Yeah... sorry that I posted something a bit against Beehaw's ethos.

I am a British citizen. I have lived under this circus fiesta of a Conservative government for the past thirteen years and watched them slowly erode my rights. They have taken away so much from me and nothing has made my day more than watching Boris resign.

If anything he and his cronies should be in prison.

[-] Clbull@beehaw.org 21 points 1 year ago

This and Boris Johnson resigning makes my dick hard.

[-] Clbull@beehaw.org 41 points 1 year ago

He has serious guts to be doing an AMA.

Unless he's using this opportunity to repeal the API changes or officially resign as CEO and put somebody more competent in charge, I don't see this going well.

Spez should honestly learn to read the room.

[-] Clbull@beehaw.org 24 points 1 year ago* (last edited 1 year ago)

The sad thing is... Ellen Pao did nothing wrong. All she really did was ban /r/FatPeopleHate. Victoria's firing was Kn0thing's doing but everybody threw Ellen under the bus for it. Oh, and she was trying to fight for keeping Reddit as a free-speech platform too.

It's amazing how sheepish the Reddit community truly is when everybody came back to Reddit the moment Pao was forced out.

She really didn't deserve the nickname 'Chairman Pao', especially when Spez was the one who pushed far stricter censorship measures, made ban-evasion a site wide offence and gave moderators so much power to abuse.
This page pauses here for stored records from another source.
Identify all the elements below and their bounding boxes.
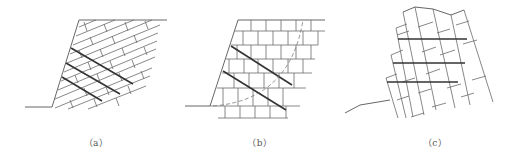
panel-a-drawing (25, 20, 167, 109)
bedding-lines-a (55, 20, 160, 109)
slope-a-profile (25, 20, 167, 107)
panel-c-drawing (345, 7, 493, 118)
caption-b: （b） (240, 136, 280, 149)
caption-a: （a） (76, 136, 116, 149)
caption-c: （c） (415, 136, 455, 149)
joints-b (223, 46, 292, 110)
panel-b-drawing (185, 20, 325, 118)
slope-b-profile (185, 20, 325, 106)
ground-c (345, 100, 390, 113)
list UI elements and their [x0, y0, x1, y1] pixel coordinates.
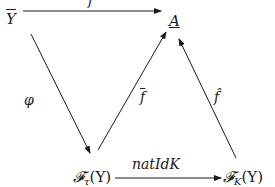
- arrow-phi: [31, 34, 90, 153]
- arrow-f-bar: [98, 32, 166, 150]
- label-f-hat: f̂: [214, 90, 219, 104]
- label-f: f: [88, 0, 93, 7]
- label-f-hat-text: f̂: [214, 89, 219, 105]
- label-f-bar: f: [140, 90, 145, 104]
- label-phi-text: φ: [24, 92, 34, 108]
- label-natidk: natIdK: [132, 157, 180, 171]
- arrow-f-hat: [179, 39, 236, 158]
- node-a-underline: A: [169, 14, 180, 29]
- label-f-bar-text: f: [140, 89, 145, 105]
- node-f-k-y: 𝓕K(Y): [223, 170, 263, 187]
- label-natidk-text: natIdK: [132, 156, 180, 172]
- label-f-text: f: [88, 0, 93, 8]
- node-y-bar: Y: [6, 12, 16, 27]
- node-a-symbol: A: [169, 12, 180, 30]
- node-f-k-script: 𝓕: [223, 168, 234, 186]
- node-y-bar-symbol: Y: [6, 10, 16, 28]
- node-f-tau-script: 𝓕: [73, 168, 84, 186]
- node-f-tau-arg: (Y): [90, 168, 112, 186]
- node-f-k-arg: (Y): [241, 168, 263, 186]
- node-f-tau-y: 𝓕τ(Y): [73, 170, 111, 187]
- label-phi: φ: [24, 93, 34, 107]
On the plus side, it's good to see a Reddit alternative that isn't either dead, a closed-garden like Tildes, or a white supremacist hellhole.

[-] Clbull@beehaw.org 28 points 1 year ago

Elon Musk's buyout of Twitter seemed more like an extremely elaborate shitpost that went horribly wrong. It's like Musk never intended to buy them in the first place but was legally forced to do so (he tried to back out of the deal beforehand.)
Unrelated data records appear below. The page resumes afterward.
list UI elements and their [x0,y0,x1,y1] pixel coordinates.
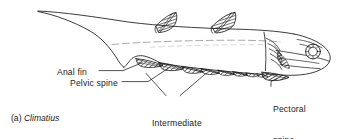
gill-arches [266,38,290,69]
dorsal-fin-anterior [155,12,177,32]
label-pectoral-spine-line1: Pectoral [273,104,306,114]
dorsal-fin-posterior [211,12,236,33]
caption-prefix: (a) [11,113,22,123]
pelvic-spine [159,63,184,71]
leader-intermediate-right [180,73,206,95]
label-pectoral-spine-line2: spine [273,135,306,139]
label-intermediate-spines-line1: Intermediate [152,118,202,128]
figure-climatius: Anal fin Pelvic spine Intermediate spine… [0,0,340,139]
caption-taxon-name: Climatius [24,113,59,123]
lateral-line-secondary [150,45,264,48]
leader-pelvic-spine [122,68,168,81]
lateral-line [112,40,280,44]
figure-caption: (a) Climatius [11,113,59,123]
label-intermediate-spines: Intermediate spines [152,98,202,139]
label-pectoral-spine: Pectoral spine [273,84,306,139]
label-pelvic-spine: Pelvic spine [70,78,118,88]
label-anal-fin: Anal fin [57,67,87,77]
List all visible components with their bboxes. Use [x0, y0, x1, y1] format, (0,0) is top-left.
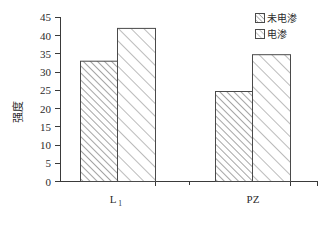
y-tick-label: 10 — [40, 139, 52, 151]
y-tick-label: 0 — [46, 176, 52, 188]
legend-swatch-fill — [256, 30, 264, 38]
bar-l1-series2[interactable] — [118, 28, 156, 181]
y-tick-label: 15 — [40, 121, 52, 133]
bar-pz-series1[interactable] — [216, 92, 253, 182]
bar-l1-series1[interactable] — [81, 61, 118, 181]
legend-swatch-fill — [256, 14, 264, 22]
y-tick-label: 25 — [40, 84, 52, 96]
legend-label-electroosmosis: 电渗 — [267, 28, 287, 40]
legend-entry-1[interactable]: 未电渗 — [256, 12, 298, 24]
x-tick-label-base: L — [110, 193, 117, 205]
legend-label-no-electroosmosis: 未电渗 — [267, 12, 297, 24]
chart-canvas: 45 40 35 30 25 20 15 10 5 0 强度 — [0, 0, 330, 230]
legend-entry-2[interactable]: 电渗 — [256, 28, 288, 40]
x-tick-label-subscript: 1 — [118, 199, 122, 208]
y-tick-label: 40 — [40, 30, 52, 42]
x-tick-label-pz: PZ — [247, 193, 260, 205]
bar-chart-figure: 45 40 35 30 25 20 15 10 5 0 强度 — [0, 0, 330, 230]
y-tick-label: 45 — [40, 11, 52, 23]
x-tick-label-base: PZ — [247, 193, 260, 205]
y-tick-label: 20 — [40, 103, 52, 115]
y-tick-label: 5 — [46, 157, 52, 169]
y-axis-title: 强度 — [11, 101, 25, 123]
bar-pz-series2[interactable] — [253, 55, 291, 182]
y-tick-label: 35 — [40, 48, 52, 60]
y-tick-label: 30 — [40, 66, 52, 78]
As for Reddit, that place has been going down the shitter since around 2016. Power users have ruined that site, especially the handful of moderators that control hundreds of subreddits between themselves. Spez is a blithering idiot who has done more to censor and subvert the site than Ellen Pao ever did (ironically, everyone accepted it and didn't revolt against him because he wasn't a woman.)

That being said, I really hope Steve Huffman doubles down on the API changes and kills Reddit as a platform. Nothing would make me happier.
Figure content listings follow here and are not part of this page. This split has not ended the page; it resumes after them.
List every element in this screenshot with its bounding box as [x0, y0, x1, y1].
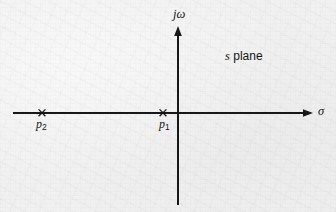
- s-plane-figure: jω σ s plane p1 p2: [0, 0, 336, 212]
- pole-label-p1: p1: [159, 118, 170, 132]
- s-plane-caption: s plane: [225, 50, 263, 63]
- imag-axis-arrowhead: [174, 26, 182, 36]
- real-axis-label: σ: [318, 105, 324, 118]
- pole-label-p1-subscript: 1: [165, 122, 170, 132]
- real-axis-arrowhead: [303, 109, 313, 117]
- pole-label-p2: p2: [36, 118, 47, 132]
- s-plane-plot-canvas: [0, 0, 336, 212]
- pole-label-p2-subscript: 2: [42, 122, 47, 132]
- imag-axis-label: jω: [173, 8, 185, 21]
- s-plane-caption-word-text: plane: [233, 49, 262, 63]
Twitch and YouTube literally think they're too big to fall and work actively to fuck over the content creator, when decent competitors like Rumble and Kick are coming along. Mixer could have been decent but Microsoft's strategy was literally to offer two streamers nine-figure contracts and somehow think this would drive people to their Twitch-clone. At least Rumble and Kick are competently run.